IWPR Sees Apprenticeship as a Powerful Remedy to Workplace Inequities
Working to increase gender equity in well-paying fields, the Institute for Women's Policy Research (IWPR) sees apprenticeship in high-growth occupations as a key opportunity for supporting women's economic security.
Blog Post
Aug. 6, 2018
As part of our Apprenticeship Forward Collaborative initiative, New America is featuring profiles of each of our partner organizations. We’ll be looking at how our partners’ diverse initiatives contribute to expanding American apprenticeship into new industry and population sectors.
Organization Summary:
A stubborn gender pay gap across the board and low participation of women in many well-paying occupations calls for program and policy solutions centered on equity of pay and opportunity. Based on the need for increased understanding of the ways that workforce issues intersect with gender, race, and family, the Institute for Women’s Policy Research (IWPR) lends their research expertise to frame policy conversations at the federal, state, and local level.
Founded in 1987, IWPR focuses its work on equity of opportunity and pay for women, including work on support for working parents, access to quality education, and equity in the workforce. Based in Washington, DC, the think tank now includes research teams addressing current policy challenges ranging from access to childcare to immigration reform to women’s inclusion in growing fields in the current labor force. Stemming from their long experience in family and social policy, education attainment, and the economic situation of women, IWPR expanded their research and policy base into apprenticeship – touching on many of the organization’s priorities – in 2010.
Overview of Apprenticeship Efforts:
As part of the Apprenticeship Forward Collaborative, IWPR contributes their expertise on gender equity in the workforce and their determination to see quality apprenticeships lead people of all genders to family-sustaining wages in inclusive, family-supportive workplaces. As work typically done by women tends to pay less than work typically done by men, the organization sees potential for increasing women’s entry into well-paying, male-dominated fields by leveraging the apprenticeship model.
The organization’s 2016 report, Pathways to Equity, found that women tend to be significantly underrepresented in the well-paid, middle-skill occupations with the largest projected job growth. Fields that rely on apprenticeship to move new workers into good jobs and full occupational proficiency also tend to be those in which women are vastly underrepresented. Apprenticeships in construction, manufacturing, transportation and logistics, IT, and other growing technical fields are offering pathways to the skilled workforce of the future for employers. As apprenticeships help employers redesign how they train workers, they can at the same time be a lever for changing who is being trained and employed in these in-demand jobs.
Not all apprenticeship opportunities are created equal, and IWPR’s work focuses on increasing women’s access to apprenticeships that lead to a well-paying job. Apprenticeship has traditionally been used, and is still most popular, in male-dominated fields such as construction. However, construction and other skilled trades often pay well, and registered apprenticeships in these fields provide a clear and well-paid career path to industry-recognized skills. Building an apprenticeship system that is more gender-integrated can boost women’s earnings and help employers reap the benefits of more diverse, productive workforces. Having long researched increasing women’s access to well-paying jobs in the skilled trades, IWPR has created a portfolio of work on apprenticeship as a proven strategy for entry into a skilled trade job.

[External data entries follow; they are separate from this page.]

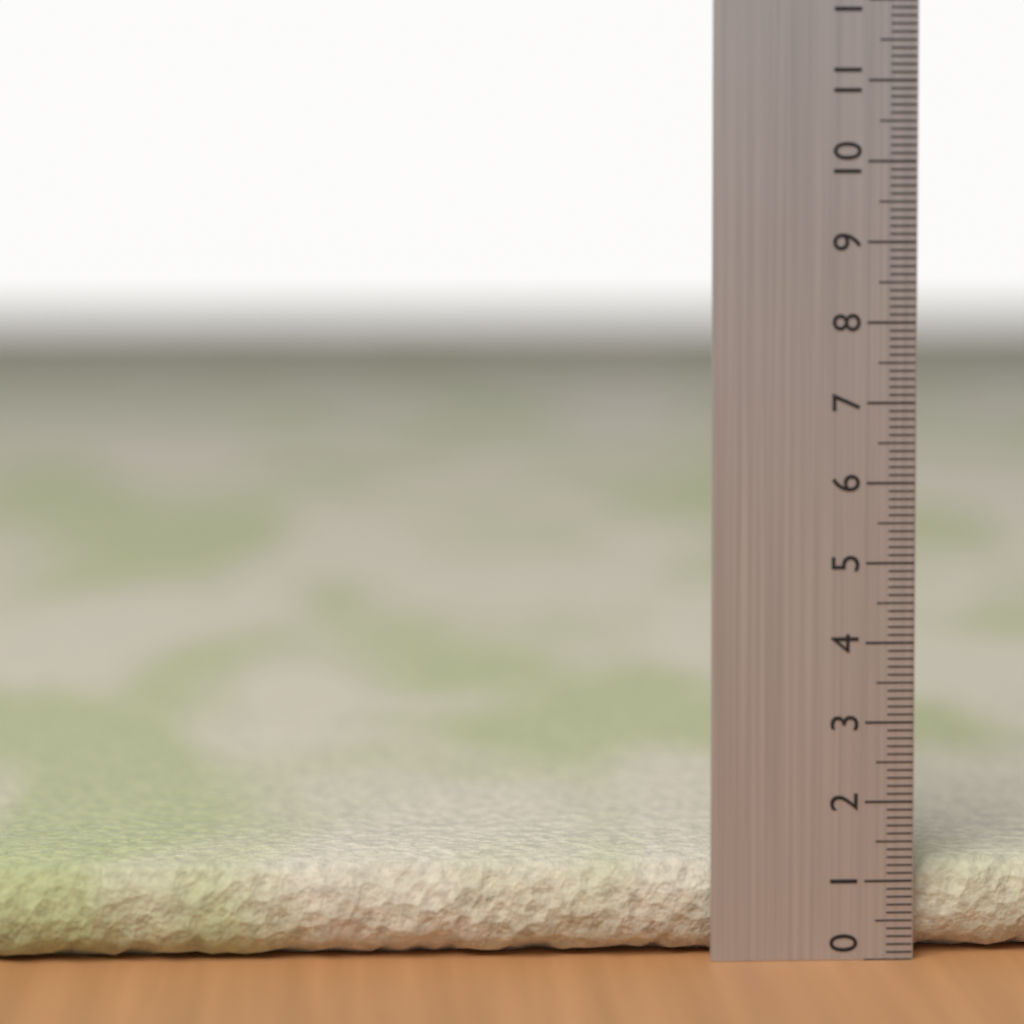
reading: 1.2 (no unit)
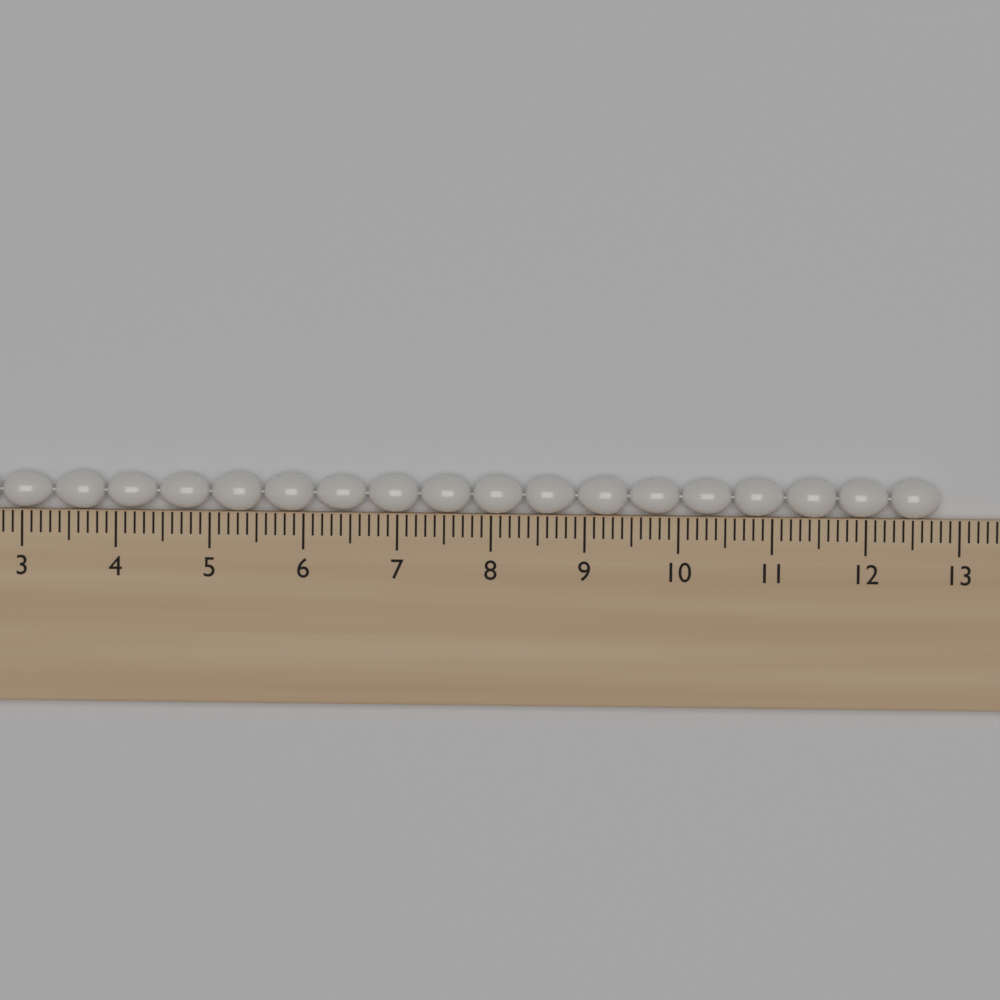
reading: 12.8 cm
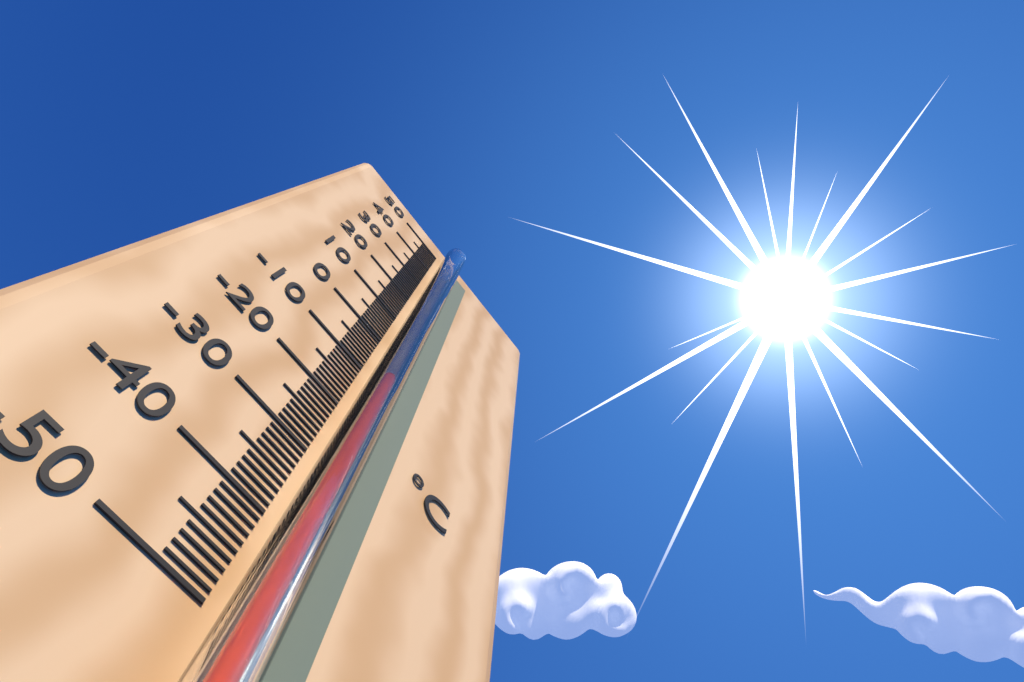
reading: -12 °C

IWPR’s Job Training Success Project looks at how accessing supportive services – such as child care, transportation, and cash assistance – can help individuals complete training and apprenticeships. Another topic of interest to IWPR is the schedule and structure of apprenticeships. Some, namely in construction occupations, have apprentices working the day shift and attending classes for related training in the evenings. That schedule won’t always work for individuals with care responsibilities – or anyone trying to learn after a full day’s work. IWPR hopes to see more flexible programs designed with the variety of needs of apprentices and their families in mind.
IWPR continues to provide analysis on gender and work, and these themes will factor into ongoing research on artificial intelligence, automation, and women’s occupations.
Information about Local Partners:
IWPR partnered with the National Center for Gender Equity in Apprenticeships and Employment at Chicago Women in the Trades (CWIT) to produce five briefing papers on the state of women in the trades in support of measures to recruit and retain women in these traditionally male-dominated occupations. Their research as a subcontractor to CWIT’s U.S. Department of Labor Diversity in Apprenticeship contract includes a look at what apprenticeship and other job training programs can do to address domestic and intimate partner violence—an issue job training administrators say is a key unmet need—and how women-only pre-apprenticeship programs can help women enter manufacturing apprenticeships. IWPR is also conducting research for Oregon Department of Labor on benefits to employers as a result of Oregon’s child care supports for apprentices in highway construction trades.